In this digital age, after all, unconstrained choice is, and must be, the standard. We exist in constant contact with an immensity of information, and the second we desire to, we have the magical ability to conjure virtually any image, story or content that may strike our fancy. For some, that has been the way of the last twenty years, for other, younger individuals, no other reality has every existed. Such absolute freedom in intellectual movement fuels our desire to jump from one topic to the next. As soon as something is done ticking our interests, we jump automatically onto the next. After all, despite the intellectual loitering the youth is often condemned for, the platforms onto which we can jump shine a glittering light of boundlessness. In stowing towards them, we embark on the enticing exploration of new concepts and perspectives. As we digest these, they push us yet again towards novel realms of understanding. Technology makes our interests fluid, thaws our passion and creates new archetypes for our cognition of the world.
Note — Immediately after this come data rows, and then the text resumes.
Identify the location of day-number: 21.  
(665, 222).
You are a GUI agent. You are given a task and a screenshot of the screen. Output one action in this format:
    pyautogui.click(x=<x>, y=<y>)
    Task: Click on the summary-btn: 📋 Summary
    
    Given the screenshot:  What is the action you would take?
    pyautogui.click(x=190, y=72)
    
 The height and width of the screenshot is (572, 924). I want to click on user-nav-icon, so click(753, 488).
The classic television industry, and the concept of the Emmy awards with it, do the opposite – they divide, rank, and categorize. Despite enormous budgets, HBO produces only a handful of series, too similar in form and narrative scope to quench this digital thirst for variety. Netflix and its streaming streaming colleagues offer, on top of immediacy of use, a concept of creative variety much, much closer to infinity. In essence, they cater to the whimsy of our interests, offering them the possibility of finding their entertaining counterpart in an ocean of productions. It is no coincidence, then, that the 2018 Emmy Awards registered the lowest ever ratings in the award ceremony’s history. Only south of 11 million people followed the Emmys on television, a figure close to 50% lower than its ratings in the early 2000’s. After all, in the age of the varied and immediate, what’s more enticing than a premeditated three-hour broadcast to announce the best in each category?
Silent and effortless, the immense variety of content this digital reality offers us swallows even the notion of declaring winners, as it swallows the categories themselves whole. The ceremony itself, live proposal and all, becomes a futile, inconsequential outcry of an exhausted, despaired and outdated concept of televised entertainment. That being said, while the world still seems to want relax in front of the freshest episode of the newest series, the contempt and loneliness that surround the tiny golden statues in 2018 illustrate the massive discrepancy between what tv is and what tv could be. The deafening chaos of spotlights and flash photography hence fades into a lazy fog of infinite indifference.